Contaminate your bed and you will one night suffocate in your own waste.
Can I tell you something? It wasn't so bad. Not so bad at all right then, me scowling at the dirt, James in his bed, the way it always always was. Look, if that's all that happened, if his dying just meant that I would be waiting for him to say something instead of listening to him say something, it would have been fine.
I don't care about the fact that a dogs place is not in a bed - the closer they are to me, the more beautiful it is.
Congratulations on your well deserved retirement, Wishing you every happiness in the years ahead. No lying about your age, more lying around the house After lying much longer in bed
I've always heard that women secretly want their father.
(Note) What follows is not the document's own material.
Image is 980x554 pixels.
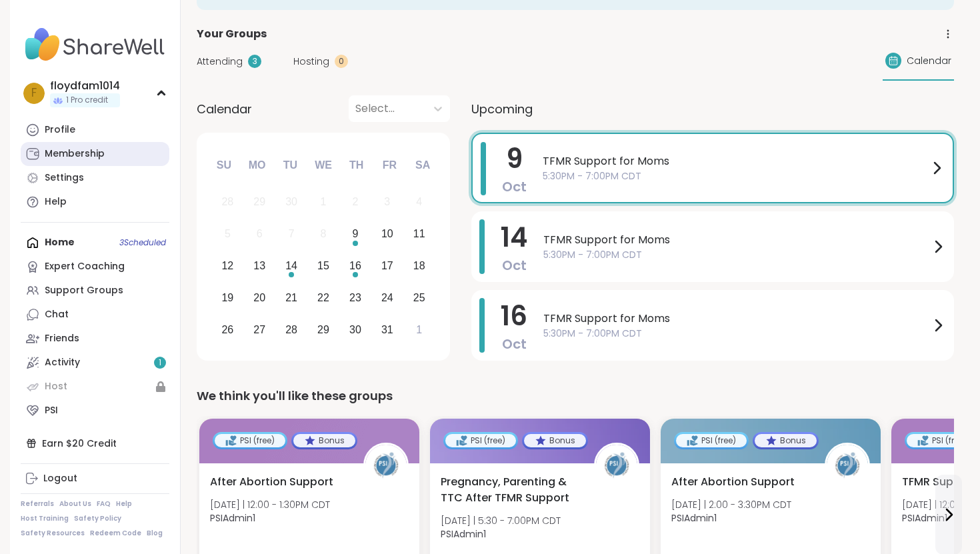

So I used to walk around in a 1950s business suit, with a hat and a pipe. My opening line would be, 'You should be getting to bed now.'
Oh, it's nice to get up in the mornin', But it's nicer to lie in bed.
Oh! where do fairies hide their heads, When snow lies on the hills, When frost has spoiled their mossy beds, And crystallized their rills?
Knowing is a veneer out minds create and lay over the landscape like a painter's drop cloth set upon a forest floor. Its uniformity protects us from the pine needles and beetles, but it also obscures them, as well as the soft moss, fragrant soil, and the teeming complexity of nature's bed. In moments, however, we catch glints and feel the breezes of something more direct, something outside that self system.